Microsoft's Copilot is getting OpenAI's latest models and a new code interpreter(theverge.com)
theverge.com
Microsoft's Copilot is getting OpenAI's latest models and a new code interpreter
https://www.theverge.com/2023/12/5/23989052/microsoft-copilot-gpt-4-turbo-openai-models-code-interpreter-feature
19 comments
I’m working on something in this space that doesn’t exhibit the issues you mentioned, and it could potentially be useful to you.
Can I get in touch with you for a demo and to get your feedback?
Can I get in touch with you for a demo and to get your feedback?
Yeah happy to try it out.
Thanks a lot! I will reach out to you soon via the email on your profile.
Yeah, same with the recent paint integration they've previewed, it's just bad.
I suspect that Microsoft being Microsoft just wants to abuse GPT to drive more traffic/sales to their existing (shitty) products.
Give Microsoft AGI and they'll use it to program blow-up dolls that walk around telling everybody how great Teams/Bing/Azure is.
Give Microsoft AGI and they'll use it to program blow-up dolls that walk around telling everybody how great Teams/Bing/Azure is.
> they'll use it to program blow-up dolls that walk around telling everybody how great Teams is
And that's how we get Cylon Terminators.
And that's how we get Cylon Terminators.
Is there a specific reason to make a distinction between the two products (copilot/chatgpt+) when in the end, they are using the same engine.. ?
It is confusing me a bit (chatgpt+ subscriber here)
It is confusing me a bit (chatgpt+ subscriber here)
Plenty of custom system prompts for co-pilot probably.
The limited context window is a huge downside with Bing Ai
Having to start a new conversation every fifth message is such a bummer.
Having to start a new conversation every fifth message is such a bummer.
The five-message limit isn't a result of the context window, but an arbitrary constraint applied after early results of the Bing chatbot were, uh... troubling[0]?
0. https://www.telegraph.co.uk/technology/2023/02/16/microsoft-...
0. https://www.telegraph.co.uk/technology/2023/02/16/microsoft-...
It's more like every 30.
Is it the same copilot as Vscode copilot? It doesn't seems to be. Do Microsoft have another product called copilot?
https://en.wikipedia.org/wiki/Microsoft_Copilot#Microsoft_Co...
> March 16, 2023, Microsoft announced Microsoft 365 Copilot.[32][33] This tool, designed for Microsoft 365 applications and services, Edge, Microsoft Bing and Windows, leverages the advanced capabilities of OpenAI's GPT-4 large language models (LLMs). It also incorporates Microsoft Graph to transform user text input into content across various Microsoft 365 applications, including Word, Excel, PowerPoint, Outlook, and Teams.
Not the same as https://en.wikipedia.org/wiki/GitHub_Copilot :
> GitHub Copilot (not to be confused with "Copilot X", the name of GitHub's "vision" for next-gen Copilot features[1]) is a cloud-based artificial intelligence tool developed by GitHub (owned by Microsoft) and OpenAI to assist users of Visual Studio Code, Visual Studio, Neovim, and JetBrains integrated development environments (IDEs) by autocompleting code.
> March 16, 2023, Microsoft announced Microsoft 365 Copilot.[32][33] This tool, designed for Microsoft 365 applications and services, Edge, Microsoft Bing and Windows, leverages the advanced capabilities of OpenAI's GPT-4 large language models (LLMs). It also incorporates Microsoft Graph to transform user text input into content across various Microsoft 365 applications, including Word, Excel, PowerPoint, Outlook, and Teams.
Not the same as https://en.wikipedia.org/wiki/GitHub_Copilot :
> GitHub Copilot (not to be confused with "Copilot X", the name of GitHub's "vision" for next-gen Copilot features[1]) is a cloud-based artificial intelligence tool developed by GitHub (owned by Microsoft) and OpenAI to assist users of Visual Studio Code, Visual Studio, Neovim, and JetBrains integrated development environments (IDEs) by autocompleting code.
I think they are using copilot name for any AI assistant (bring back clippit ms!)
More than once I've had a long document open and I've been like, oh Edge has GPT now maybe it can give me a summary. It will read the page, produce something vague, I'll ask a follow up question and it will completely lose track of what we're doing and like search Bing for generic information not at all related to the webpage I'm on. It also seems inherently unable to say, "oh the page doesn't include that information" rather it just makes things up so I always end up just having to read the document myself.
It really feels like an LLM being slapped on for the sake of having one rather than trying to solve a real need. Which is super frustrating because I have a real need and this technology in theory could solve it.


→ WHAT YOU HAVE TO DO: Scan the records below. List lines holding "boxes".

▶

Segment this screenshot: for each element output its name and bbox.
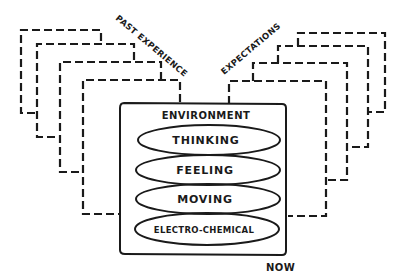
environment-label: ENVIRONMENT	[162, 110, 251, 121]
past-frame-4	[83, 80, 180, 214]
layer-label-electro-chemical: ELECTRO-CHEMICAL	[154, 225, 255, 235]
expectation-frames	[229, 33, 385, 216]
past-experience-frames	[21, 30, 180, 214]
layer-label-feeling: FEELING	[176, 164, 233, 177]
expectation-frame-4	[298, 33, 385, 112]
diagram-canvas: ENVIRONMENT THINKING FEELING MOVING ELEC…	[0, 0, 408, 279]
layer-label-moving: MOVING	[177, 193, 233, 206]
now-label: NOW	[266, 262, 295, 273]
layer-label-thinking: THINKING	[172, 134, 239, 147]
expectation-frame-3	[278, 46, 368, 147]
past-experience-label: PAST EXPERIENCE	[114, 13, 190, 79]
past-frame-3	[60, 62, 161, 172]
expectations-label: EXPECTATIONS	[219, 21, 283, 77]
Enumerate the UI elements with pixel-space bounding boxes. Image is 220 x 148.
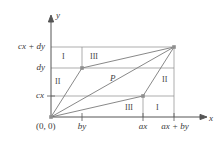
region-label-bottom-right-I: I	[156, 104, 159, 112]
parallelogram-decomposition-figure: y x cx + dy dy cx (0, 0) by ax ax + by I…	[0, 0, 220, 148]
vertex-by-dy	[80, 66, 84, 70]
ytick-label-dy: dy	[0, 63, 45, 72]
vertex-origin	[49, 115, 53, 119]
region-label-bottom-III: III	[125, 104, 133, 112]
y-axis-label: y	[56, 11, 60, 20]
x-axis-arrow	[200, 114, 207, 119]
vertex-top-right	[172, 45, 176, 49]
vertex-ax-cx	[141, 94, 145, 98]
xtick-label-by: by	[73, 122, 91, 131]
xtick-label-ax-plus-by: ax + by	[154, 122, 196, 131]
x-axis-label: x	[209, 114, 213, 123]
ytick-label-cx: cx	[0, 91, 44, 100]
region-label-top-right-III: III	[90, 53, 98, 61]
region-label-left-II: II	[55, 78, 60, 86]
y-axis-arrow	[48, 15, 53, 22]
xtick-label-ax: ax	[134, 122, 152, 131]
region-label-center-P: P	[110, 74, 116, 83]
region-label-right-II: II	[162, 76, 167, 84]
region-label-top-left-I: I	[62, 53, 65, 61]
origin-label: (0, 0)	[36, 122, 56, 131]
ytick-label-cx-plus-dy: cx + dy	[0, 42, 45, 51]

◀
▶

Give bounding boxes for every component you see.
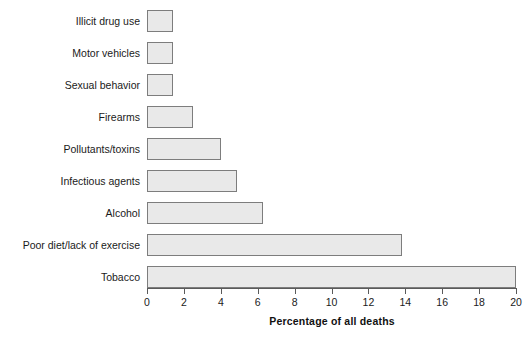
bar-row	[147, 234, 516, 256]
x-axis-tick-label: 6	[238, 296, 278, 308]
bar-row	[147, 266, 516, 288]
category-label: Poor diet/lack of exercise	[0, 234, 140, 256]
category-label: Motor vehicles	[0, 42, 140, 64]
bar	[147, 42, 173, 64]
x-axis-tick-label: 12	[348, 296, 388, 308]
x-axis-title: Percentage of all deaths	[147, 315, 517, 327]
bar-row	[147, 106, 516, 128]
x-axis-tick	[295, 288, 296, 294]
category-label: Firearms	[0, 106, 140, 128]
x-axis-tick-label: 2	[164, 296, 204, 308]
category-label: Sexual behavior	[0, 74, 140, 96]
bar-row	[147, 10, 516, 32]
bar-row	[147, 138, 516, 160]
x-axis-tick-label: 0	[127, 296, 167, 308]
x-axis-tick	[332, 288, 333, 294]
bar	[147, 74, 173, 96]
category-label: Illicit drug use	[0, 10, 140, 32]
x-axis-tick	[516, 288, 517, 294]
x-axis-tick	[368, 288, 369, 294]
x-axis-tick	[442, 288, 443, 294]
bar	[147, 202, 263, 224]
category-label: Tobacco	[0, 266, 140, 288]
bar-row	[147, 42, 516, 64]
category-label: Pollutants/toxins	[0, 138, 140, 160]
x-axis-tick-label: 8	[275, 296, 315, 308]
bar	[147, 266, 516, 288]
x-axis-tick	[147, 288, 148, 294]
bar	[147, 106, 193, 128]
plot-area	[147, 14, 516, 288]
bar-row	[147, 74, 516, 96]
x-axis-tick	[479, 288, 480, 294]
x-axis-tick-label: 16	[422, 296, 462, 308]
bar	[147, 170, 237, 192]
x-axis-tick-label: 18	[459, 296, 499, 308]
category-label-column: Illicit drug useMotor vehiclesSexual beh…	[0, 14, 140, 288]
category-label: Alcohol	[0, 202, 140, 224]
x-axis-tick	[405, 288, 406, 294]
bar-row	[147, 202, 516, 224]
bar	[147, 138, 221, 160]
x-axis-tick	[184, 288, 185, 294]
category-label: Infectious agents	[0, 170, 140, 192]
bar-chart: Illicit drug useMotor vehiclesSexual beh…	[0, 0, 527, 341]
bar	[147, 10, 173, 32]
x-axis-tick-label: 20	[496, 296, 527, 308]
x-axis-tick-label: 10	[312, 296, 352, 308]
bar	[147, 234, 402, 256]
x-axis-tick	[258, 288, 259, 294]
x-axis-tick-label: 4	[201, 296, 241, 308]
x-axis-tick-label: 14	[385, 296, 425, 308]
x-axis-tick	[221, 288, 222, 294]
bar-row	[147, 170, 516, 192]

◀

→ REPLY TO THE EXERCISE:
Enumerate the UI elements with pixel-space bounding boxes. Image is 220 x 148.
Give bounding boxes for every component you see.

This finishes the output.